The pilot knew he could not land, and again, at the last second, he pulled up and veered wildly over and above the runway. That’s when I noticed not only how short the runway was, but at the end of the runway just how steep the rock cliff was, as it plunged straight down into the ocean. Wow.
For a third time, we flew around the island and lined up with the runway. Yet again, the plane did the old bobble and jig, like a wild dancer that couldn’t keep still.
I fully expected that the pilot would lift the nose and go back up at any moment, and we would return to Faial. But no, we were almost on the ground. How could he possibly land when the plane would not remain level? This was impossible!
We landed on one wheel – the right wheel – first.
Then we bounced to the left wheel, then back to both, and then the mad violent screeching of brakes began. Through the easily visible cockpit, all I could see was water, coming closer and closer. We were going to plunge over the cliff and into the ocean.
(and I envisioned this…)
Brakes smoking, we finally stopped.
The whole plane of passengers burst into cheers and applause and laughter.

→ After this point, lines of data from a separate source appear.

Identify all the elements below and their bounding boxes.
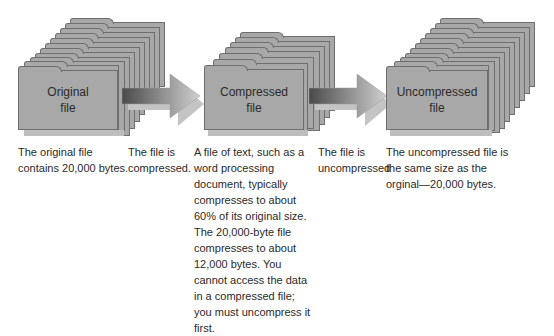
uncompressed-file-label-line2: file — [387, 100, 487, 116]
uncompressed-file-caption: The uncompressed file is the same size a… — [386, 144, 518, 192]
original-file-caption: The original file contains 20,000 bytes. — [18, 144, 130, 176]
compress-caption: The file is compressed. — [128, 144, 190, 176]
uncompressed-file-label: Uncompressed — [387, 84, 487, 100]
uncompressed-file-stack: Uncompressed file — [0, 0, 554, 150]
uncompress-caption: The file is uncompressed — [318, 144, 380, 176]
compressed-file-caption: A file of text, such as a word processin… — [194, 144, 314, 336]
uncompressed-file-card: Uncompressed file — [386, 70, 488, 130]
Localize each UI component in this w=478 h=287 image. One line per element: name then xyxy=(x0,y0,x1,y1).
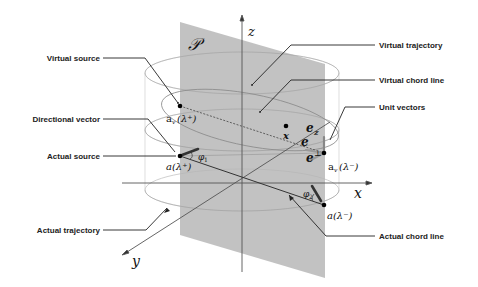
svg-text:z: z xyxy=(313,127,319,137)
virtual-source-point xyxy=(178,104,183,109)
callout-directional-vector: Directional vector xyxy=(32,115,100,124)
e-label: e xyxy=(301,135,309,149)
a-minus-label: a(λ⁻) xyxy=(327,210,352,221)
x-axis-arrow-icon xyxy=(366,181,372,185)
actual-source-point xyxy=(178,154,183,159)
z-axis-arrow-icon xyxy=(240,15,244,21)
callout-actual-chord-line: Actual chord line xyxy=(379,232,444,241)
y-axis-arrow-icon xyxy=(122,250,129,255)
callout-virtual-chord-line: Virtual chord line xyxy=(379,76,445,85)
callout-unit-vectors: Unit vectors xyxy=(379,103,426,112)
av-minus-label: a v (λ⁻) xyxy=(328,161,359,173)
geometry-diagram: Virtual source Directional vector Actual… xyxy=(0,0,478,287)
x-axis-label: x xyxy=(354,185,362,201)
svg-text:(λ⁻): (λ⁻) xyxy=(339,161,359,172)
actual-end-point xyxy=(322,203,327,208)
svg-text:2: 2 xyxy=(309,193,313,200)
svg-text:⊥: ⊥ xyxy=(314,149,322,158)
callout-actual-trajectory: Actual trajectory xyxy=(37,226,101,235)
plane-p xyxy=(180,22,325,278)
a-plus-label: a(λ⁺) xyxy=(166,161,191,172)
svg-text:e: e xyxy=(306,151,314,165)
callout-actual-source: Actual source xyxy=(47,152,100,161)
svg-text:1: 1 xyxy=(204,156,208,163)
virtual-end-point xyxy=(322,151,327,156)
svg-text:(λ⁺): (λ⁺) xyxy=(177,113,197,124)
x-point-label: x xyxy=(282,130,290,141)
callout-virtual-trajectory: Virtual trajectory xyxy=(379,41,443,50)
svg-text:e: e xyxy=(306,121,314,135)
x-point xyxy=(284,124,289,129)
callout-virtual-source: Virtual source xyxy=(47,54,101,63)
av-plus-label: a v (λ⁺) xyxy=(166,113,197,125)
z-axis-label: z xyxy=(247,24,255,39)
svg-text:v: v xyxy=(334,166,338,173)
y-axis-label: y xyxy=(131,253,141,269)
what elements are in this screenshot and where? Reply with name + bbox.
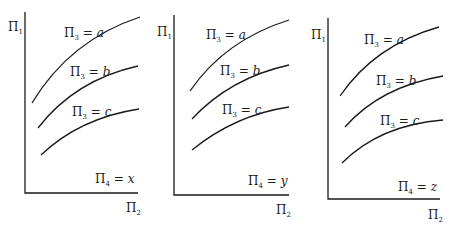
panel-1-curve-a-label: Π3 = a — [64, 26, 104, 42]
panel-1: Π1 Π2 Π3 = a Π3 = b Π3 = c Π4 = x — [8, 12, 141, 217]
panel-3-curve-c-label: Π3 = c — [380, 114, 420, 130]
panel-2-curve-c-label: Π3 = c — [222, 103, 262, 119]
panel-3-curve-b-label: Π3 = b — [376, 74, 416, 90]
panel-3-condition: Π4 = z — [398, 180, 438, 196]
panel-2-condition: Π4 = y — [248, 174, 288, 190]
panel-2: Π1 Π2 Π3 = a Π3 = b Π3 = c Π4 = y — [157, 15, 291, 219]
panel-2-x-label: Π2 — [276, 203, 291, 219]
panel-1-curve-b-label: Π3 = b — [70, 65, 110, 81]
panel-3-curve-a-label: Π3 = a — [364, 33, 404, 49]
panel-2-curve-b-label: Π3 = b — [220, 64, 260, 80]
panel-3-y-label: Π1 — [311, 28, 326, 44]
panel-1-condition: Π4 = x — [95, 172, 135, 188]
pi-groups-diagram: Π1 Π2 Π3 = a Π3 = b Π3 = c Π4 = x Π1 Π2 … — [0, 0, 450, 228]
panel-1-curve-c-label: Π3 = c — [72, 105, 112, 121]
panel-1-x-label: Π2 — [126, 201, 141, 217]
panel-1-y-label: Π1 — [8, 20, 23, 36]
panel-2-y-label: Π1 — [157, 25, 172, 41]
panel-3: Π1 Π2 Π3 = a Π3 = b Π3 = c Π4 = z — [311, 18, 443, 224]
panel-2-curve-a-label: Π3 = a — [206, 28, 246, 44]
panel-3-x-label: Π2 — [428, 208, 443, 224]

“What a ride! Better than a Circus ride!”, my young passenger friend squealed as he released his grip on the seat and burst into a broad, I-wasn’t nervous-at-all grin. I smiled warily back.
We were on land. It was one of those “I could have kissed the ground” moments, but my head was spinning and my stomach churning. As I turned to go into the airport, I looked back at the plane and could hardly believe my eyes. The front wheel of the plane was a foot from the edge of the cliff!
Then it was all I could do to stumble into the airport.
This may or may not be the shortest runway in the world for non-commercial airplanes, but with the cliff overhang, and wild storms, it seems safe to say that it is one of the most dangerous.
Little did we know at the time that this was only the beginning of our crazy adventures on Flores.